The Limits of UATX
This announcement about the formation of the University of Austin (UATX) is welcome,
It will surely seem retro—perhaps even countercultural—in an era of massive open online courses and distance learning to build an actual school in an actual building with as few screens as possible. But sometimes there is wisdom in things that have endured.
We believe human beings think and learn better when they gather in dedicated locations, where they are, to some extent, insulated from the quotidian struggle to make ends meet, and where there is no fundamental distinction between those who teach and those who learn, beyond the extent of their knowledge and wisdom.
We believe that the purpose of education is not simply employment, but human flourishing.
Creating an alternative the universities that profess the search for truth as their guiding value, while simultaneously squelching dissenting viewpoints or even persons, is something that needed to be done.
Yet UATX’s emphasis on being fiercely independent even includes being fiercely independent from any religious affiliation. From a Christian perspective, detaching pursuit of truth from the person of truth only leads to the very problem that UATX is trying to escape, namely a Nietzschean dynamic of power determining the limits of truthful acceptability. Pursuing a liberal arts education committed to a libertarian freedom of inquiry and speech without a commitment to formation in the common good as expressed in the Christian faith only gets your students as far as the University of Chicago, not to human flourishing. It’s as if the UATX team looked at the current situation in academia and only took one step back without considering that they are now standing on the launching pad for the very kind of institutions they want to avoid becoming.
I’m sure the United States could use more truly liberal art universities, but I do wonder what drove this group to the costly endeavor of forming UATX instead of investing in some of the really “fiercely independent” schools out there already, such as Hillsdale and Grove City. The announcement of UATX is reminiscent of when a faction splits off from a mainline church to form their own group rather than joining one of the many already in existence. It hints that there may, in fact, be motivating factors connected to power, rather than liberality, driving the project.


> _YOUR ASSIGNMENT_
Will you return, word for word, only the lines from the top of the data below down to and including the one with "The width and height of the screenshot is (497, 261)."?

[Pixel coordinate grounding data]
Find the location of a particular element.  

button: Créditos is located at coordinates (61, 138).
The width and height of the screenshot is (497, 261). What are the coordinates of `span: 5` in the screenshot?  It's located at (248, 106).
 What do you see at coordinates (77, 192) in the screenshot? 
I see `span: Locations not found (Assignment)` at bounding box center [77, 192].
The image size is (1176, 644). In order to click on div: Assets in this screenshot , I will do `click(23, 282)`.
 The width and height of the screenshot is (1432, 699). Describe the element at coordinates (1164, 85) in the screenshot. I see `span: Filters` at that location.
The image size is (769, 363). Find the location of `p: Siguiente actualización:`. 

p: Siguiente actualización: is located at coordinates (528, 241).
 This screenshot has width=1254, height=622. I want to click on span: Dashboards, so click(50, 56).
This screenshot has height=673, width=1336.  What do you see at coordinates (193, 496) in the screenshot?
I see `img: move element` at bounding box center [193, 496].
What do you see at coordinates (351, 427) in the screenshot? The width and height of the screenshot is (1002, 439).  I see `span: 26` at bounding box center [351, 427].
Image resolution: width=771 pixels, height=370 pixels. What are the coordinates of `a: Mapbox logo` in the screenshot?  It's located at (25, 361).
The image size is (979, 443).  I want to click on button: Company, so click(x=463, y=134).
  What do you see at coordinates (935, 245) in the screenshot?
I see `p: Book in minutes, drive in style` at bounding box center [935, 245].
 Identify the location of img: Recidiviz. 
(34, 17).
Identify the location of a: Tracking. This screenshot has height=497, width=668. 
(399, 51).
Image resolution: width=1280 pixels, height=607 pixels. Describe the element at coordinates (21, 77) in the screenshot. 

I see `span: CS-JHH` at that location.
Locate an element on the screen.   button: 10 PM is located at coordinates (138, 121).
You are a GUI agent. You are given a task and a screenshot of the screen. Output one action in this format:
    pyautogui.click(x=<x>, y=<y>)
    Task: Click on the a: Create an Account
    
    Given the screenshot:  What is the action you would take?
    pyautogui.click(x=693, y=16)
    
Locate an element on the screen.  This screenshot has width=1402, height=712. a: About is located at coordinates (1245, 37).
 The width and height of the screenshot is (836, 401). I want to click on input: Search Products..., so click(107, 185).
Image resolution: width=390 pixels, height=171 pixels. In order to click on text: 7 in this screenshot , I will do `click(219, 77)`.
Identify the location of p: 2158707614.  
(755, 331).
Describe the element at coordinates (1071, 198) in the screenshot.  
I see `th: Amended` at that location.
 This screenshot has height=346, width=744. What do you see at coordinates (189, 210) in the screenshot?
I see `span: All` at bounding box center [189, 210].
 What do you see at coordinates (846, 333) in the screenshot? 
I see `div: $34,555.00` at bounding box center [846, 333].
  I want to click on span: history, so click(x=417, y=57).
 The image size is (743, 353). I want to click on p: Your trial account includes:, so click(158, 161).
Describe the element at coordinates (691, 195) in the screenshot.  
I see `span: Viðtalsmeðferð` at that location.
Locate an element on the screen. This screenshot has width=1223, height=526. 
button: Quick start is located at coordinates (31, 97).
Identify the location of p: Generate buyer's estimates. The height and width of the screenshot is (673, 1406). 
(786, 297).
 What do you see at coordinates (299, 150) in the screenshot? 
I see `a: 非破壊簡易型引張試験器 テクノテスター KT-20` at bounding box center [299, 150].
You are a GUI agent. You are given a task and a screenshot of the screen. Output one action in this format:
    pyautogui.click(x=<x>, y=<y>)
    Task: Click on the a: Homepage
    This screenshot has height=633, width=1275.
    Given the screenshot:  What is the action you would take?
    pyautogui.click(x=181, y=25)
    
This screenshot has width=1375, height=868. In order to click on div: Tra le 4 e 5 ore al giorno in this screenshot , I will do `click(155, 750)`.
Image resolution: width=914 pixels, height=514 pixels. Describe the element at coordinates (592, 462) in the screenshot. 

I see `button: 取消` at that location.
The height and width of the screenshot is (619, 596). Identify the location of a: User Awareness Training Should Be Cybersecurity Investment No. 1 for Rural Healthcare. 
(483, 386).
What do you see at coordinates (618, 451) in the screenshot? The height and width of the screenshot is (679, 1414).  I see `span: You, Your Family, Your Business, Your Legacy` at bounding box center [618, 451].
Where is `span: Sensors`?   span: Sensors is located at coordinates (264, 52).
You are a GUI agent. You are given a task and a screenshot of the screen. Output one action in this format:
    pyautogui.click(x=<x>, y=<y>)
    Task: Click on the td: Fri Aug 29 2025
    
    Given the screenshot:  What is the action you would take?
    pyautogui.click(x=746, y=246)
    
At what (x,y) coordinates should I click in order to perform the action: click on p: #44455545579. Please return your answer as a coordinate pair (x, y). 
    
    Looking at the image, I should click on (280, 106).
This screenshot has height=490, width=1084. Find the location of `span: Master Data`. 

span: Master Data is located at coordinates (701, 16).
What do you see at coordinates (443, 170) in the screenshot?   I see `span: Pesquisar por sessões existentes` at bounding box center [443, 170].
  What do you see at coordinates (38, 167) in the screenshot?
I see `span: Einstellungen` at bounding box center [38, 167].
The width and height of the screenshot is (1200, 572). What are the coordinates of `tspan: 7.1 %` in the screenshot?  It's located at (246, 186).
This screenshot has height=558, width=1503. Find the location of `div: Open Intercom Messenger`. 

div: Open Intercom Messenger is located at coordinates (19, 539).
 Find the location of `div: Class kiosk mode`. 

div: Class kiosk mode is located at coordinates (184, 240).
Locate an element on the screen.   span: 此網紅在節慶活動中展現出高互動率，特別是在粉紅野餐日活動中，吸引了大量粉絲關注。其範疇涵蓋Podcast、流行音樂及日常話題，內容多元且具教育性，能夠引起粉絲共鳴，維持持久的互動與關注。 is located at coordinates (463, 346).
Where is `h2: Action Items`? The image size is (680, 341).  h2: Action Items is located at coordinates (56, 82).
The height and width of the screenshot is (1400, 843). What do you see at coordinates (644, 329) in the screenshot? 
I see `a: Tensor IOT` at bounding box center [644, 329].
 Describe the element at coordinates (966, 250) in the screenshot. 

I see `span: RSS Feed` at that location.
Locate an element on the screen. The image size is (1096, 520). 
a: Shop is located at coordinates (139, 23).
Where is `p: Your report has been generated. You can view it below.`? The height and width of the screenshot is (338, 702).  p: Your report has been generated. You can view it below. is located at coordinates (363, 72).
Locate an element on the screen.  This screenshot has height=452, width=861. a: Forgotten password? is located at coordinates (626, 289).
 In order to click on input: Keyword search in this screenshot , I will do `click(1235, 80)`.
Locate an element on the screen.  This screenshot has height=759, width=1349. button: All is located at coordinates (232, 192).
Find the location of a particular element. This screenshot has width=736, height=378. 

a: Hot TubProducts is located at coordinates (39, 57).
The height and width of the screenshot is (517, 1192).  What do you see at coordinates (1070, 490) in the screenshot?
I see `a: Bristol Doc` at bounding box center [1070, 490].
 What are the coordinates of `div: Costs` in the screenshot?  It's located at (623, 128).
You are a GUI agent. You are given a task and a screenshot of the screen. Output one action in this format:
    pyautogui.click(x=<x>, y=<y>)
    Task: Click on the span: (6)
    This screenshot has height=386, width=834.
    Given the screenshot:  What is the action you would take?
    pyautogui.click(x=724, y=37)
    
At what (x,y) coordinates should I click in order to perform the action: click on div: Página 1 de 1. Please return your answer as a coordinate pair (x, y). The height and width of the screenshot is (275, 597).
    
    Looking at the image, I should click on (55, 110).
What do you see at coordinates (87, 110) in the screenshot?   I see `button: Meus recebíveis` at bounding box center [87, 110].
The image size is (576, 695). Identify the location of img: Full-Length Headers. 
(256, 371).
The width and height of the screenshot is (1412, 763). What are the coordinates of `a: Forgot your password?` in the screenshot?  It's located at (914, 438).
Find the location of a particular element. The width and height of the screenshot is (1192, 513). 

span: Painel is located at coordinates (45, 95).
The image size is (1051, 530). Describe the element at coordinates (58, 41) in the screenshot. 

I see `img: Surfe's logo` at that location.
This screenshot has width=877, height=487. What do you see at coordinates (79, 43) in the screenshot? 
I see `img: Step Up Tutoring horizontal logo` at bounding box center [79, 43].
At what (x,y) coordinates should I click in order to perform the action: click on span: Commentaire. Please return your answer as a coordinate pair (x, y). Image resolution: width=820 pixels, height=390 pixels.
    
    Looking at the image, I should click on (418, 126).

> _SOLVED EXERCISE_
Find the location of a particular element.  

button: Créditos is located at coordinates (61, 138).
The width and height of the screenshot is (497, 261). What are the coordinates of `span: 5` in the screenshot?  It's located at (248, 106).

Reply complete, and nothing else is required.